I'm a huge fan of
Alchemy redone by Bamce on Reddit. My group and I playtested it for at least three months of regular sessions.
In this new ruleset, we immediately noticed Alchemy was almost entirely a viable alternative to spellcasting. Effectively you pre-prepare spells at the cost of slightly more drain. The removal of potency and the decay of preparations means bookkeeping is significantly reduced and preparations in general have more power behind them because you don't have to worry about Potency screwing you over. You effectively have to write down the force of the preparation and the time you created it, and that's all.

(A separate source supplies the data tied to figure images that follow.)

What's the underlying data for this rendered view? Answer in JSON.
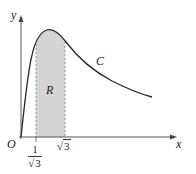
{
  "figure": {
    "axes": {
      "x_label": "x",
      "y_label": "y",
      "origin_label": "O"
    },
    "curve_label": "C",
    "region_label": "R",
    "x_ticks": {
      "left": {
        "numerator": "1",
        "denominator_radicand": "3",
        "radical_sign": "√"
      },
      "right": {
        "radical_sign": "√",
        "radicand": "3"
      }
    },
    "colors": {
      "curve": "#2a2a2a",
      "axis": "#555555",
      "shade": "#d4d4d4",
      "dashed": "#888888"
    }
  }
}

I played an alchemy archer and my favored spells were Petrify, Ignite, Decrease Reaction, and Bugs. The biggest quality of life improvement came with using Edge on the alchemy roll when I used the preparation. If I really needed someone out of the fight, I got to pick if I used edge on the archery test or the Petrify test to either make sure it hit or make sure it petrifies. Either way I thought it ended up pretty balanced, cuz I still needed decent agility.
The one thing we ran into problems with were the Advanced Alchemy rules on page 219 of Street Grimoire. I think my GM wasn't entirely in agreement that everything not labeled 'anchored spells only' should work on preparations, but that's okay.
I'd love if the alchemy rules were made simpler and I love Bamce's, but again I'm not sure if that's in the realm of Errata.